• _Task requirements_
Keep the pictures out, and restate the listing that follows exactly as written.

• _Data excerpts_
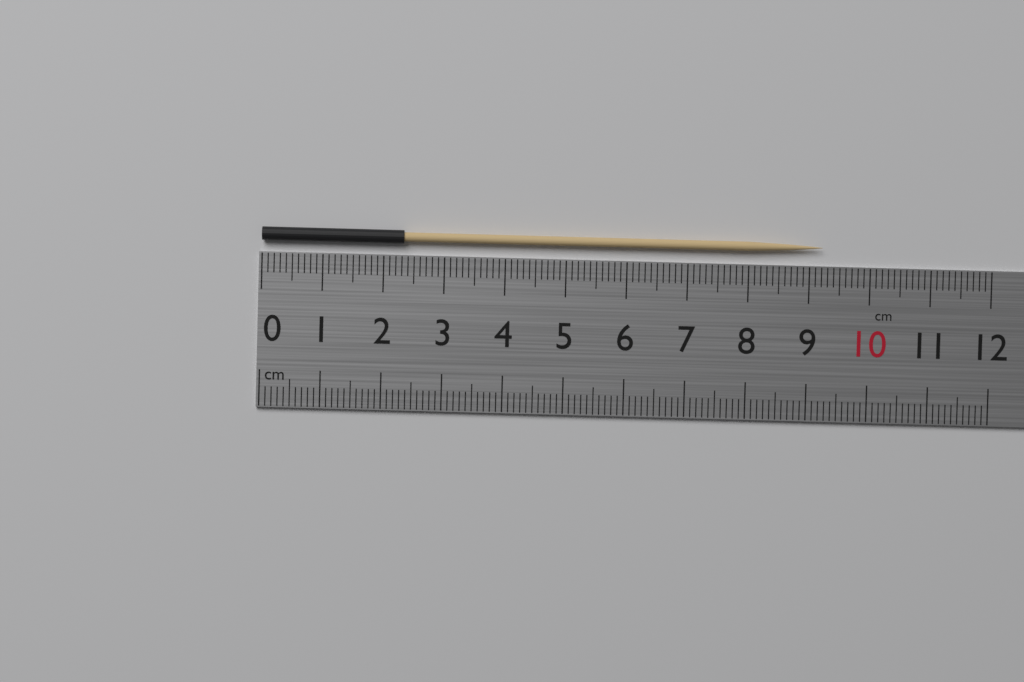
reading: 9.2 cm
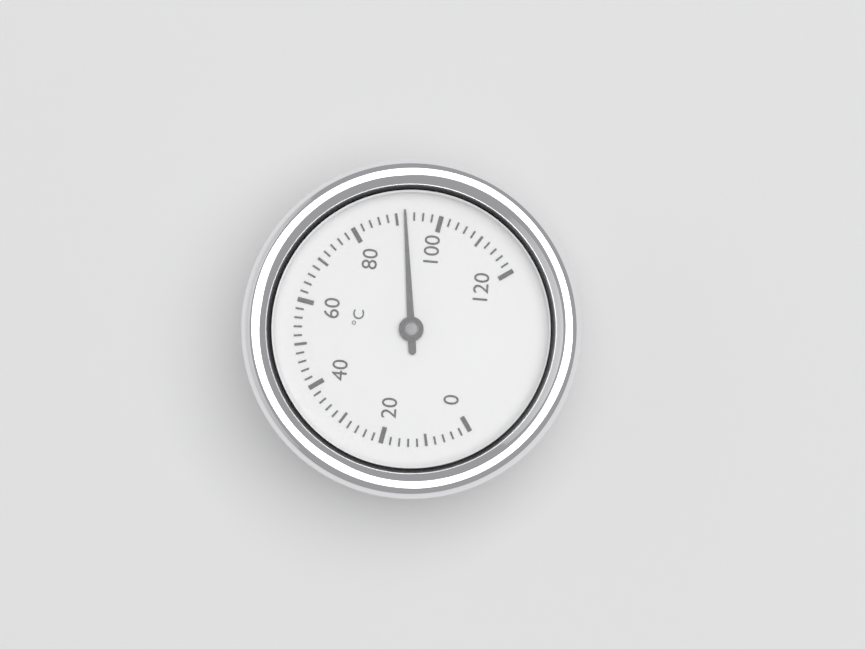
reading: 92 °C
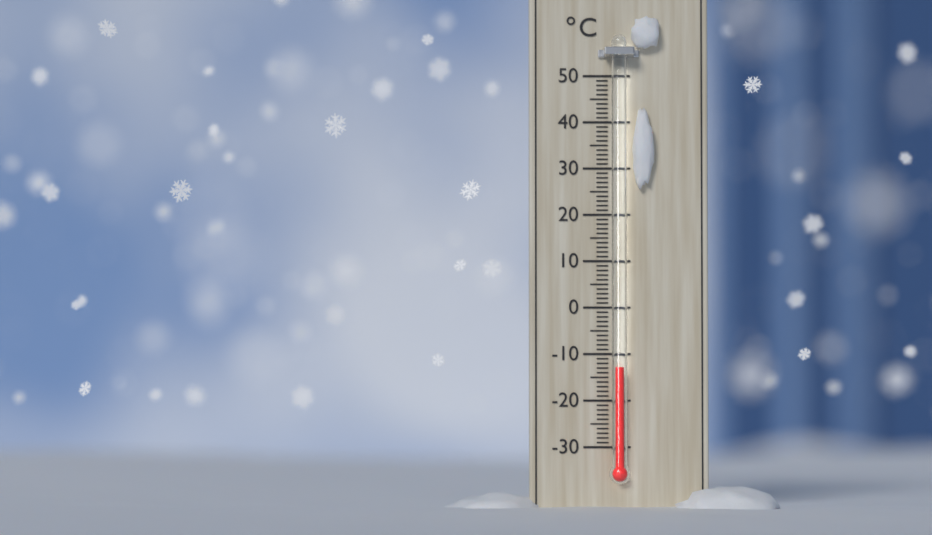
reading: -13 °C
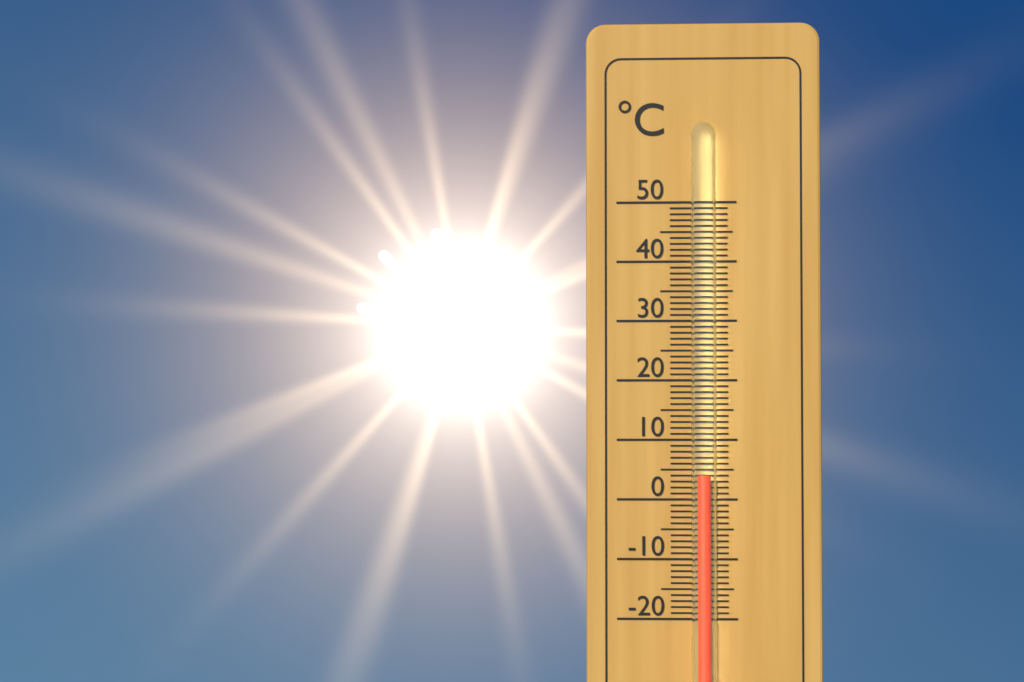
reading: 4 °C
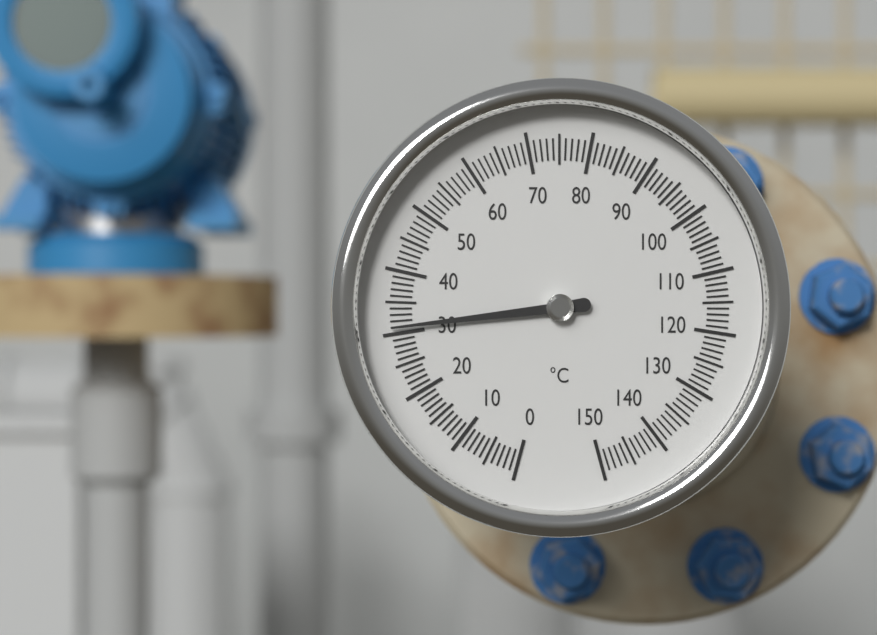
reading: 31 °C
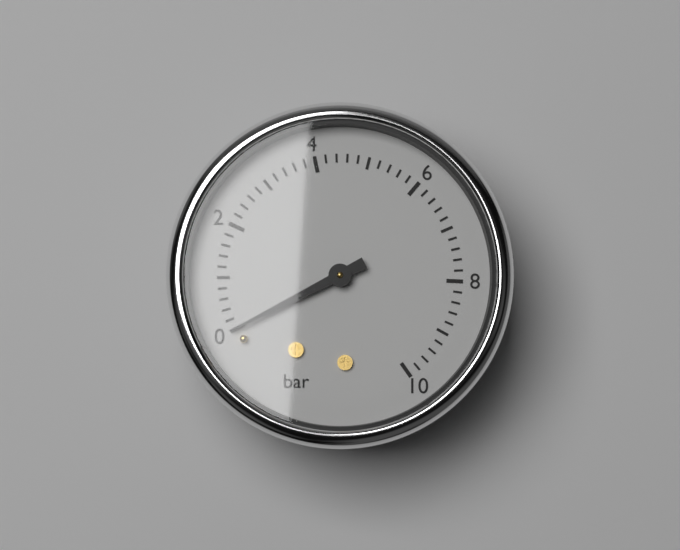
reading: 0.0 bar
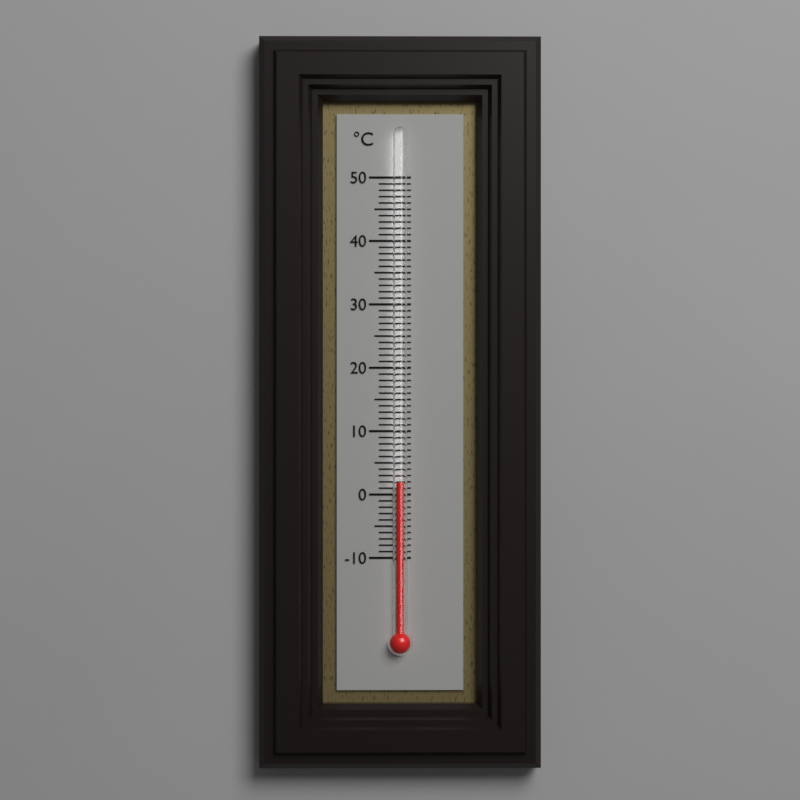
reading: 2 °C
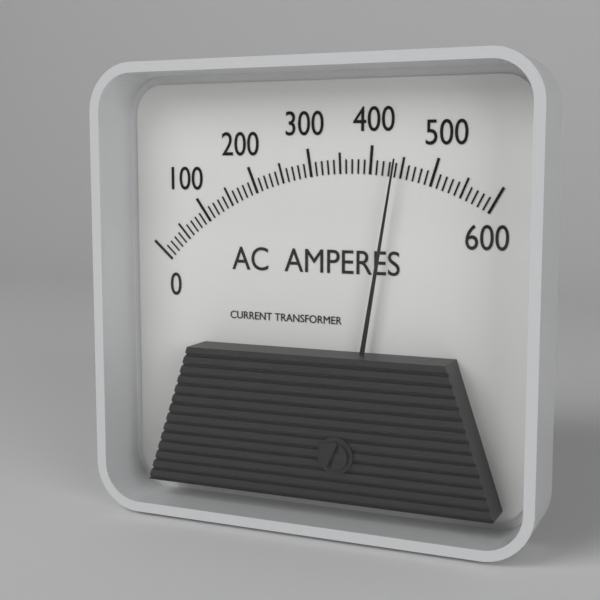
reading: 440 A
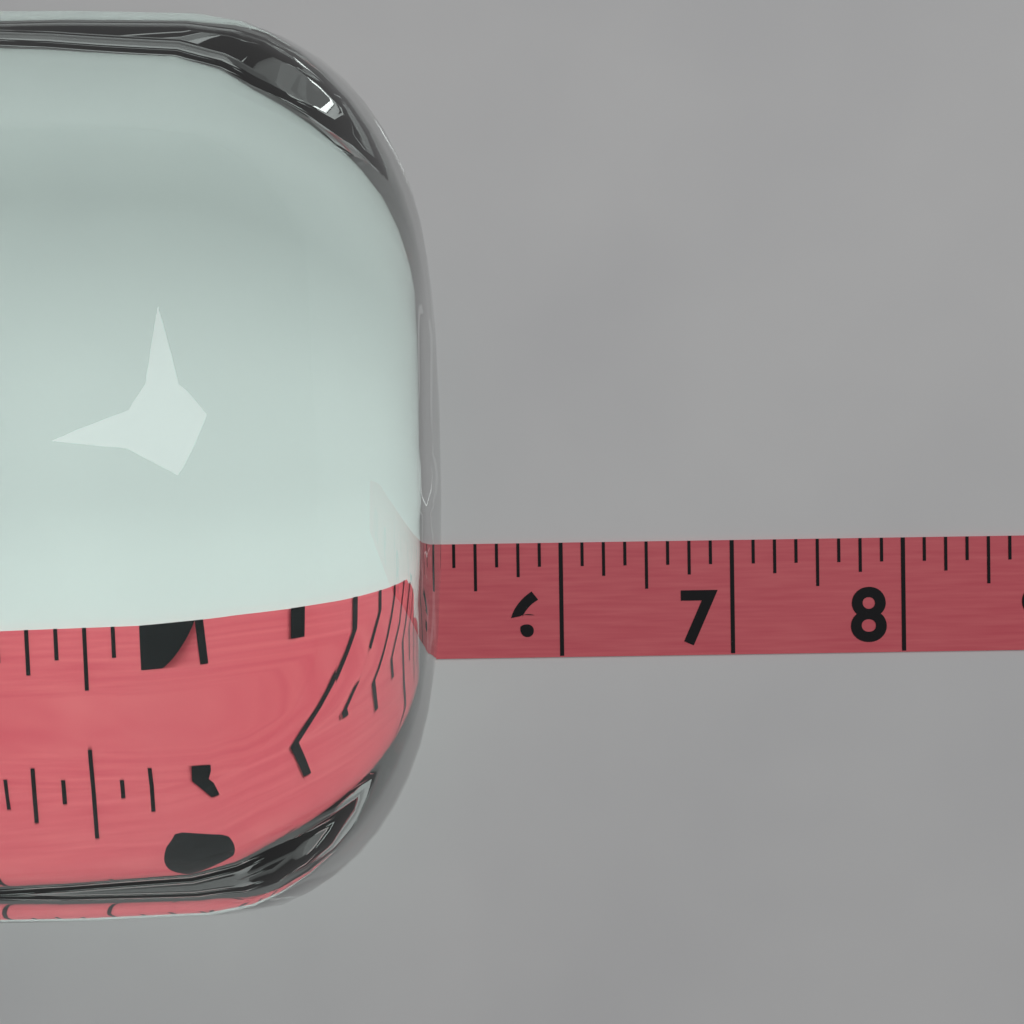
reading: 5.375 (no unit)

• _Solution to this exercise_
reading: 9.2 cm
reading: 92 °C
reading: -13 °C
reading: 4 °C
reading: 31 °C
reading: 0.0 bar
reading: 2 °C
reading: 440 A
reading: 5.375 (no unit)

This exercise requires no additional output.